Researcher of the Month: Marjatta Palander

Marjatta Palander
Photo: Satu Kokkonen

Kielipankki – The Language Bank of Finland is a service for researchers using language resources. Marjatta Palander tells us about her research on the dialects of the Karelian language. The Karelian language speech corpora that were compiled in her research projects will be available via Kielipankki.

Who are you?

I am Marjatta Palander, Professor Emerita of Finnish Language at the School of Humanities of the University of Eastern Finland. I am the leader of the recently finished research project KATVE (Migration and linguistic differentiation: Karelian in Tver and Finland), which was funded by the Academy of Finland.

What is your research topic?

During my career, I have done research mostly on the Eastern dialects of Finnish, but in the 2000s, I have also studied Karelian in two research projects. The FINKA project (2011–2014) focused on the dialects of Border Karelia. The KATVE project (2018–2022) investigated the differences and similarities between the dialects of Karelian in Border Karelia and Tver. These Karelian dialects are descended from the common Southern Karelian dialect of the Karelian Proper, which was still spoken in the area of present-day Eastern Finland in the early 17th century. After the Swedish conquest of Eastern Finland, most of the Karelian-speaking population of the region fled to Russia, as far as Tver. Since then, the Karelians of Tver have lived without contact with other Karelians. In the KATVE project, we have examined the differentiation of dialects that has occured in the course of around 350 years.

Our research concerns, among other things, the features of sentence structure, possessive forms and vocabulary. We are also investigating to what extent people with a Border Karelian background and people with a Tver Karelian background can understand each other’s dialects. In my own research, I have examined Karelians’ linguistic awareness using folk-linguistic methods. In addition, I have investigated the temporal variation in one Border Karelian idiolect of which we have recordings from a timeline of 17 years.

How is your research related to Kielipankki?

In the research projects of the 2010s and 2020s, we have compiled three Karelian language speech corpora, which include recorded dialect interviews and their transcriptions produced by FU transcription. The Border Karelian corpus (119 hours) is based on interviews recorded in the 1960s and 1970s, preserved at the Institute for the Languages of Finland (Kotus). The Tver Karelian corpus 1957–1971 (approx. 30 h) was also compiled from recordings at the Institute for the Languages of Finland. The more recent Tver Karelia is represented in the Tver Karelian corpus 2016–2019 (ca. 15 h), which was compiled by researchers from the KATVE project and Karelian language students on our field trips. All the corpora have been submitted to the Language Bank in order to provide researchers with more electronic data on Karelian, which is an endangered minority language.

Research

Palander, Marjatta 2015. Rajakarjalaistaustaisten ja muiden suomalaisten käsityksiä karjalasta. Virittäjä, 119(1), 34–66. Available: https://journal.fi/virittaja/article/view/41260

Palander, Marjatta & Mäkisalo, Jukka 2022. Reaaliaikatutkimus rajakarjalaisidiolektista. Virittäjä, 126(3), 339–368.

Palander, Marjatta & Riionheimo, Helka 2018. Miten Raja-Karjalan murre eroaa suomesta? Rajakarjalaistaustaiset pohjoiskarjalaiset kuuntelutestissä. Sananjalka, 60(60.), 49–70. DOI: 10.30673/sja.69997

Riionheimo, Helka & Palander, Marjatta 2017. Rajakarjalainen kuuntelutesti: havainnoijina suomen kielen yliopisto-opiskelijat. Lähivørdlusi/Lähivertailuja 27, 212–241. Eesti rakenduslingvistika ühing. Tallinn. DOI: 10.5128/LV27.07

Uusitupa, Milla, Koivisto, Vesa & Palander, Marjatta 2017. Raja-Karjalan murteet ja raja-alueiden kielimuotojen nimitykset. Virittäjä 121(1), 67–106. Available: https://journal.fi/virittaja/article/view/53121

More information

The FIN-CLARIN consortium consists of a group of Finnish universities along with CSC – IT Center for Science and the Institute for the Languages of Finland (Kotus). FIN-CLARIN helps the researchers in Finland to use, to refine, to preserve and to share their language resources. The Language Bank of Finland is the collection of services that provides the language materials and tools for the research community.

All previously published Language Bank researcher interviews are stored in the Researcher of the Month archive. This article is also published on the website of the Faculty of Arts of the University of Helsinki.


Exercise requirements:
Would you count the lines in the material below that include the string "axis"? Only the number is needed.

Provided information:
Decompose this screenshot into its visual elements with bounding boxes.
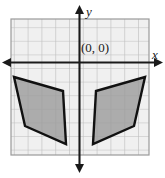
y-axis-arrow-up (75, 5, 84, 14)
origin-label: (0, 0) (81, 41, 109, 54)
x-axis-arrow-left (2, 58, 11, 67)
x-axis-label: x (152, 48, 158, 61)
graph-canvas (0, 0, 165, 178)
y-axis-label: y (86, 5, 92, 18)
coordinate-plane-figure: (0, 0) y x (0, 0, 165, 178)
y-axis-arrow-down (75, 164, 84, 173)
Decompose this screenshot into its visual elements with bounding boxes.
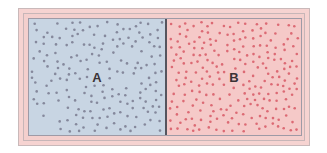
particle-b xyxy=(286,38,289,41)
particle-b xyxy=(185,71,188,74)
particle-a xyxy=(102,108,105,111)
particle-a xyxy=(122,71,125,74)
particle-b xyxy=(178,25,181,28)
particle-a xyxy=(78,130,81,133)
particle-a xyxy=(88,43,91,46)
particle-b xyxy=(251,29,254,32)
particle-a xyxy=(77,108,80,111)
compartment-a: A xyxy=(29,19,165,135)
particle-b xyxy=(183,83,186,86)
particle-b xyxy=(217,54,220,57)
particle-a xyxy=(59,77,62,80)
particle-b xyxy=(206,59,209,62)
particle-b xyxy=(179,46,182,49)
particle-b xyxy=(184,93,187,96)
particle-b xyxy=(202,67,205,70)
particle-a xyxy=(155,90,158,93)
particle-b xyxy=(190,81,193,84)
particle-b xyxy=(284,79,287,82)
particle-a xyxy=(45,84,48,87)
particle-b xyxy=(263,98,266,101)
particle-b xyxy=(201,47,204,50)
particle-a xyxy=(103,97,106,100)
particle-a xyxy=(96,101,99,104)
particle-b xyxy=(288,24,291,27)
particle-a xyxy=(144,123,147,126)
particle-b xyxy=(244,36,247,39)
particle-a xyxy=(124,94,127,97)
particle-b xyxy=(170,46,173,49)
particle-a xyxy=(113,112,116,115)
particle-b xyxy=(272,122,275,125)
particle-a xyxy=(46,65,49,68)
particle-a xyxy=(47,92,50,95)
particle-a xyxy=(144,100,147,103)
particle-b xyxy=(225,109,228,112)
particle-b xyxy=(275,99,278,102)
particle-b xyxy=(215,65,218,68)
particle-b xyxy=(271,76,274,79)
particle-b xyxy=(176,106,179,109)
particle-a xyxy=(124,125,127,128)
particle-b xyxy=(192,104,195,107)
particle-b xyxy=(226,50,229,53)
particle-a xyxy=(43,36,46,39)
particle-b xyxy=(257,66,260,69)
particle-a xyxy=(132,100,135,103)
particle-a xyxy=(33,98,36,101)
particle-b xyxy=(266,51,269,54)
particle-a xyxy=(35,90,38,93)
particle-b xyxy=(276,70,279,73)
particle-b xyxy=(252,93,255,96)
particle-b xyxy=(265,67,268,70)
particle-b xyxy=(204,53,207,56)
particle-b xyxy=(170,128,173,131)
particle-a xyxy=(85,86,88,89)
particle-b xyxy=(233,39,236,42)
particle-a xyxy=(93,84,96,87)
particle-b xyxy=(248,80,251,83)
particle-b xyxy=(223,25,226,28)
particle-a xyxy=(86,76,89,79)
particle-a xyxy=(156,29,159,32)
particle-a xyxy=(152,105,155,108)
particle-b xyxy=(211,62,214,65)
particle-a xyxy=(58,37,61,40)
particle-a xyxy=(119,38,122,41)
particle-b xyxy=(262,62,265,65)
particle-b xyxy=(243,105,246,108)
particle-b xyxy=(260,86,263,89)
particle-a xyxy=(126,62,129,65)
particle-b xyxy=(182,100,185,103)
particle-b xyxy=(215,128,218,131)
particle-a xyxy=(56,22,59,25)
particle-b xyxy=(295,65,298,68)
particle-a xyxy=(98,54,101,57)
particle-a xyxy=(91,53,94,56)
particle-b xyxy=(176,40,179,43)
particle-b xyxy=(206,70,209,73)
particle-b xyxy=(242,113,245,116)
particle-a xyxy=(139,91,142,94)
particle-a xyxy=(79,60,82,63)
particle-a xyxy=(126,115,129,118)
particle-b xyxy=(171,100,174,103)
particle-a xyxy=(119,101,122,104)
particle-b xyxy=(296,77,299,80)
particle-b xyxy=(254,85,257,88)
particle-b xyxy=(267,57,270,60)
particle-a xyxy=(153,45,156,48)
particle-a xyxy=(79,21,82,24)
particle-b xyxy=(218,78,221,81)
particle-b xyxy=(210,104,213,107)
particle-b xyxy=(232,33,235,36)
particle-b xyxy=(291,93,294,96)
particle-a xyxy=(71,35,74,38)
particle-b xyxy=(255,122,258,125)
particle-b xyxy=(176,113,179,116)
particle-a xyxy=(79,78,82,81)
compartment-b: B xyxy=(167,19,301,135)
particle-b xyxy=(216,118,219,121)
particle-b xyxy=(285,98,288,101)
particle-b xyxy=(265,22,268,25)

Response area:
5